The apple pie had to wait for the planting of European varieties, brought across theAtlantic, to become fruit-bearing apple trees, to be selected for their cooking qualities as there were no native apples exceptcrabapples, which yield very small and sour fruit.[22] In the meantime, thecolonists were more likely to make their pies, or "pasties", from meat, rather than fruit; and the main use for apples, once they were available, was incider. However, there are American apple pie recipes, both manuscript and printed, from the 18th century, and it has since become a very popular dessert.[4] Apple varieties are usually propagated bygrafting, as clones, but in the New World, planting from seeds was more popular, which quickly led to the development of hundreds of new native varieties.[23]
Apple pie was a common food in 18th-centuryDelaware. As noted by the New Sweden historian Dr.Israel Acrelius in a letter: "Apple pie is used throughout the whole year, and when fresh Apples are no longer to be had, dried ones are used. It is the evening meal of children."[24]

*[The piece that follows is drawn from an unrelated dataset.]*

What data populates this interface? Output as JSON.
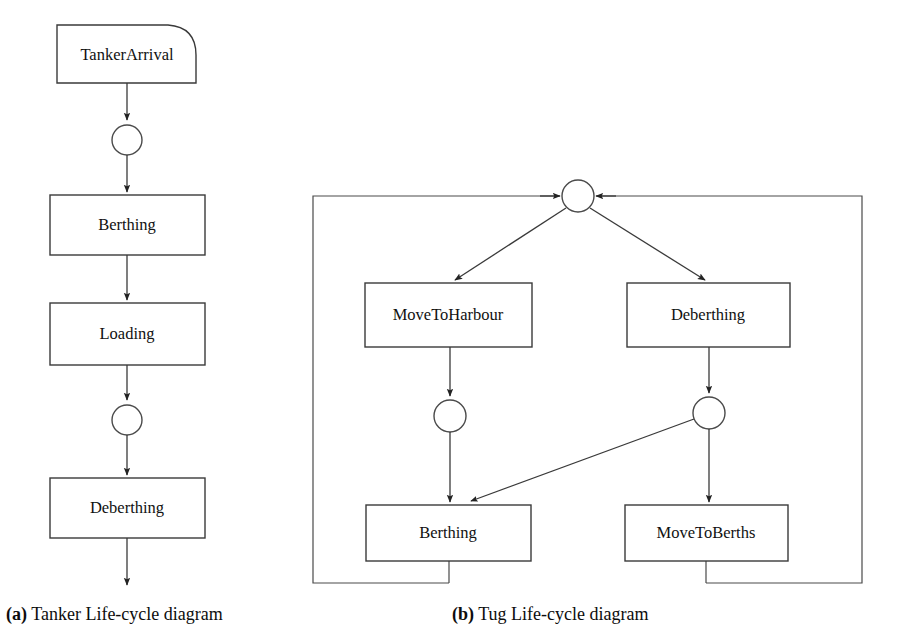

The mock apple pie, made fromcrackers, was probably invented for use aboard ships, as it was known to the British Royal Navy as early as 1812.[25] The earliest known published recipes for mock apple pie date from the antebellum period of the 1850s.[26][27] In the 1930s, and for many years afterwards,Ritz Crackers promoted a recipe for mock apple pie using its product, along with sugar and various spices.[28]
Although originating in England and eaten in Europe since long before theEuropean colonisation of the Americas, apple pie as used in the phrase "as American as apple pie" describes something as being "typically American".[30][31] In the nineteenth and twentieth centuries, apple pie became a symbol of American prosperity and national pride. A newspaper article published in 1902 declared that "No pie-eating people can be permanently vanquished."[32] The dish was also commemorated in the phrase "for Mom and apple pie"—supposedly the stock answer of American soldiers inWorld War II, whenever journalists asked why they were going to war. Jack Holden and Frances Kay sang in their patriotic 1950 song "The Fiery Bear", creating contrast between this symbol of U.S. culture and theRussian bear of theSoviet Union:
We love our baseball and apple pie
We love our county fair
We'll keep Old Glory waving high
There's no place here for a bear
Advertisers exploited the patriotic connection in the 1970s with the commercial jingle "baseball,hot dogs, apple pie andChevrolet".
One out of five Americans surveyed (19%) prefer apple pie over all others, followed by pumpkin (13%)and pecan (12%).[33]
Apple strudel (GermanApfelstrudel), a large Austrian pastry made with apples, sugar and spices; similar to pie in that the filling is encased by the pastry, but it is rectangular rather than round and cut likecoffee cake orstollen rather than like pie
Apple turnover, similar to strudel but much smaller and triangular in shape, with a higher proportion of pastry to filling
^"Origin, History of cultivation".University of Georgia. Archived fromthe original on 21 January 2008. Retrieved12 February 2013.The center of diversity of the genus Malus is the eastern Turkey, southwestern Russia region of Asia Minor. Apples were improved through selection over a period of thousands of years by early farmers. Alexander the Great is credited with finding dwarfed apples in Asia Minor in 300 BC; those he brought back to Greece may well have been the progenitors of dwarfing rootstocks. Apples were brought to North America with colonists in the 1600s, and the first apple orchard on this continent was said to be near Boston in 1625.